Medical male circumcision has been shown to decrease the risk of HIV-negative men contracting HIV during vaginal sex, is an acceptable intervention for many men and is being scaled up as part the South African Department of Health's national HIV prevention strategy (Siegfried, Muller, Deeks & Volmink Citation2009). Unfortunately, medical male circumcision (MMC) has not been proven to be of benefit to MSM generally although there are some sub-categories of MSM who may benefit, namely those who have sex with men and women and those who are exclusively the penetrative partner during anal sex (Millett, Flores, Marks, Reed & Herbst Citation2008; Templeton, Millett & Grulich Citation2010). Despite the lack of efficacy, it is likely that MSM will present for MMC. It would be inadvisable to exclude MSM or bisexual men from MMC programmes as this could create questions about the sexual orientation of men excluded from the programme. Risk reduction messages need to educate men that they may not be protected during anal sex with other men.

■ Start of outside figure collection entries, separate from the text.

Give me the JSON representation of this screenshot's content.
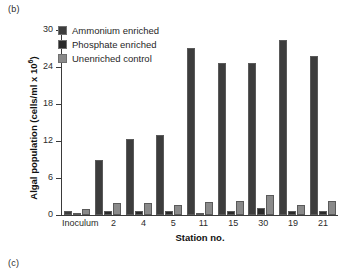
{
  "figure": {
    "panel_label_top": "(b)",
    "panel_label_bottom": "(c)"
  },
  "chart_data": {
    "type": "bar",
    "title": "",
    "xlabel": "Station no.",
    "ylabel": "Algal population (cells/ml x 10",
    "ylabel_exponent": "6",
    "ylabel_suffix": ")",
    "ylim": [
      0,
      30
    ],
    "yticks": [
      0,
      6,
      12,
      18,
      24,
      30
    ],
    "ytick_labels": [
      "0",
      "6",
      "12",
      "18",
      "24",
      "30"
    ],
    "grid": false,
    "legend_position": "upper left",
    "categories": [
      "Inoculum",
      "2",
      "4",
      "5",
      "11",
      "15",
      "30",
      "19",
      "21"
    ],
    "series": [
      {
        "name": "Ammonium enriched",
        "color": "#3d3d3d",
        "values": [
          0.6,
          9.0,
          12.4,
          12.9,
          27.1,
          24.7,
          24.6,
          28.4,
          25.8
        ]
      },
      {
        "name": "Phosphate enriched",
        "color": "#2a2a2a",
        "values": [
          0.4,
          0.7,
          0.6,
          0.7,
          0.4,
          0.7,
          1.1,
          0.7,
          0.6
        ]
      },
      {
        "name": "Unenriched control",
        "color": "#8a8a8a",
        "values": [
          0.9,
          1.9,
          1.9,
          1.6,
          2.1,
          2.2,
          3.2,
          1.7,
          2.2
        ]
      }
    ]
  },
  "legend": {
    "items": [
      {
        "label": "Ammonium enriched",
        "color": "#3d3d3d"
      },
      {
        "label": "Phosphate enriched",
        "color": "#2a2a2a"
      },
      {
        "label": "Unenriched control",
        "color": "#8a8a8a"
      }
    ]
  }
}
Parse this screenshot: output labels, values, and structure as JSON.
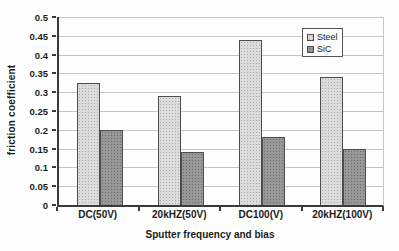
{
  "chart_data": {
    "type": "bar",
    "title": "",
    "xlabel": "Sputter frequency and bias",
    "ylabel": "friction coefficient",
    "categories": [
      "DC(50V)",
      "20kHZ(50V)",
      "DC100(V)",
      "20kHZ(100V)"
    ],
    "series": [
      {
        "name": "Steel",
        "color": "#dcdcdc",
        "values": [
          0.325,
          0.29,
          0.44,
          0.34
        ]
      },
      {
        "name": "SiC",
        "color": "#989898",
        "values": [
          0.2,
          0.14,
          0.18,
          0.148
        ]
      }
    ],
    "ylim": [
      0,
      0.5
    ],
    "ytick_step": 0.05,
    "yticks": [
      "0",
      "0.05",
      "0.1",
      "0.15",
      "0.2",
      "0.25",
      "0.3",
      "0.35",
      "0.4",
      "0.45",
      "0.5"
    ],
    "grid": "horizontal",
    "legend_position": "top-right-inside",
    "colors": {
      "gridline": "#c6c6c6",
      "axis": "#3a3a3a",
      "bar_border": "#4d4d4d",
      "text": "#1b1b1b",
      "background": "#fefefe"
    }
  }
}
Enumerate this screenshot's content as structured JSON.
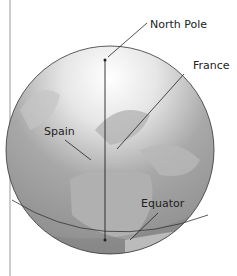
{
  "diagram": {
    "labels": {
      "north_pole": "North Pole",
      "france": "France",
      "spain": "Spain",
      "equator": "Equator"
    },
    "colors": {
      "globe_fill": "#9a9a9a",
      "land": "#b8b8b8",
      "ice": "#f4f4f4",
      "outline": "#333333",
      "leader": "#222222",
      "side_rule": "#999999"
    }
  }
}
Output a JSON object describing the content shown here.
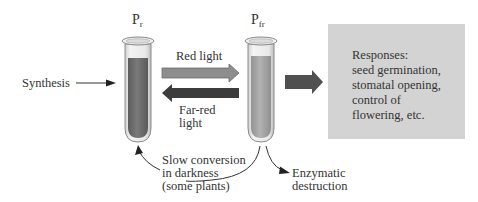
{
  "diagram": {
    "forms": {
      "pr": {
        "label_main": "P",
        "label_sub": "r"
      },
      "pfr": {
        "label_main": "P",
        "label_sub": "fr"
      }
    },
    "arrows": {
      "synthesis": "Synthesis",
      "red_light": "Red light",
      "far_red_light_line1": "Far-red",
      "far_red_light_line2": "light",
      "slow_conversion_line1": "Slow conversion",
      "slow_conversion_line2": "in darkness",
      "slow_conversion_line3": "(some plants)",
      "enzymatic_line1": "Enzymatic",
      "enzymatic_line2": "destruction"
    },
    "responses": {
      "text": "Responses:\nseed germination,\nstomatal opening,\ncontrol of\nflowering, etc."
    },
    "colors": {
      "red_light_arrow": "#8d8d8d",
      "far_red_arrow": "#3c3c3c",
      "pr_liquid": "#6f6f6f",
      "pfr_liquid": "#a5a5a5",
      "response_box": "#d3d3d3",
      "output_arrow": "#505050"
    }
  }
}
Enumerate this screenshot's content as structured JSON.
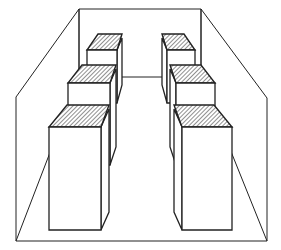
{
  "diagram": {
    "stroke_color": "#222222",
    "background_color": "#ffffff",
    "hatch_color": "#333333",
    "room": {
      "left_wall": [
        [
          16,
          97
        ],
        [
          79,
          9
        ],
        [
          79,
          77
        ],
        [
          16,
          241
        ]
      ],
      "back_wall": [
        [
          79,
          9
        ],
        [
          201,
          9
        ],
        [
          201,
          77
        ],
        [
          79,
          77
        ]
      ],
      "right_wall": [
        [
          201,
          9
        ],
        [
          267,
          98
        ],
        [
          267,
          241
        ],
        [
          201,
          77
        ]
      ],
      "floor_line": [
        [
          16,
          241
        ],
        [
          267,
          241
        ]
      ]
    },
    "cabinets": [
      {
        "id": "left-back",
        "row": "left",
        "position": "back",
        "front": [
          87,
          50,
          117,
          103
        ],
        "top_skew": [
          -6,
          -16
        ],
        "side_depth": 5
      },
      {
        "id": "left-middle",
        "row": "left",
        "position": "middle",
        "front": [
          68,
          83,
          110,
          165
        ],
        "top_skew": [
          -8,
          -18
        ],
        "side_depth": 6
      },
      {
        "id": "left-front",
        "row": "left",
        "position": "front",
        "front": [
          49,
          127,
          101,
          230
        ],
        "top_skew": [
          -10,
          -22
        ],
        "side_depth": 8
      },
      {
        "id": "right-back",
        "row": "right",
        "position": "back",
        "front": [
          167,
          50,
          195,
          103
        ],
        "top_skew": [
          6,
          -16
        ],
        "side_depth": 5
      },
      {
        "id": "right-middle",
        "row": "right",
        "position": "middle",
        "front": [
          176,
          83,
          215,
          165
        ],
        "top_skew": [
          8,
          -18
        ],
        "side_depth": 6
      },
      {
        "id": "right-front",
        "row": "right",
        "position": "front",
        "front": [
          182,
          127,
          232,
          230
        ],
        "top_skew": [
          10,
          -22
        ],
        "side_depth": 8
      }
    ]
  }
}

Advocacy is urgently required to promote a human rights agenda which challenges governmental and health provider stigma and prejudice based on sexual orientation. Governments need to be held accountable for providing appropriate health care for marginalised, even criminalised populations that have specific health risks. Advocacy is also needed to ensure that adequate funding is dedicated to such programmes, both state and donor funding. Community activism is also required to ensure that MSM are aware of their human rights and to create demand for existing and innovative HIV-prevention technologies. It is important to remember that MSM are part of the wider community, and HIV prevention targeting this most at-risk population benefits the wider general population of any country (Beyrer, Wirtz, Walker, Johns, Sifakis & Baral Citation2011).

Additional information

Notes on contributors

K. Rebe

Dr Kevin Rebe MBChB (UCT) FCP (SA) DTM&H (WITS) Dip HIV Man (SA) is a specialist consultant in Infectious Diseases and HIV Medicine and works for Health4men, the MSM-targeted health project of Anova Health Institute. He is a consultant for the Department of Medicine at the University of Cape Town. He has published in the fields of HIV, sexual health and men who have sex with men.

P. Semugoma

Dr Paul Semugoma MD trained in Tanzania and Uganda and works to mitigate ignorance and prejudice related to health care of MSM. He is currently a member of the Steering Committee of the Global Forum for HIV and MSM (MSMGF), a board member of African Men for Sexual Health and Rights (AMSHeR), and AFYA Minorite in East Africa and is employed as a consultant by Anova Health Institute.

J. A. McIntyre

Prof James McIntyre MBChB MRCOG FRCOG is the Executive Director of the Anova Health Institute, Honorary Professor in the School of Public Health and Family Medicine at the University of Cape Town and International Vice-Chair of the US NIH-funded International Maternal Paediatric and Adolescent AIDS Clinical Trials (IMPAACT) Network.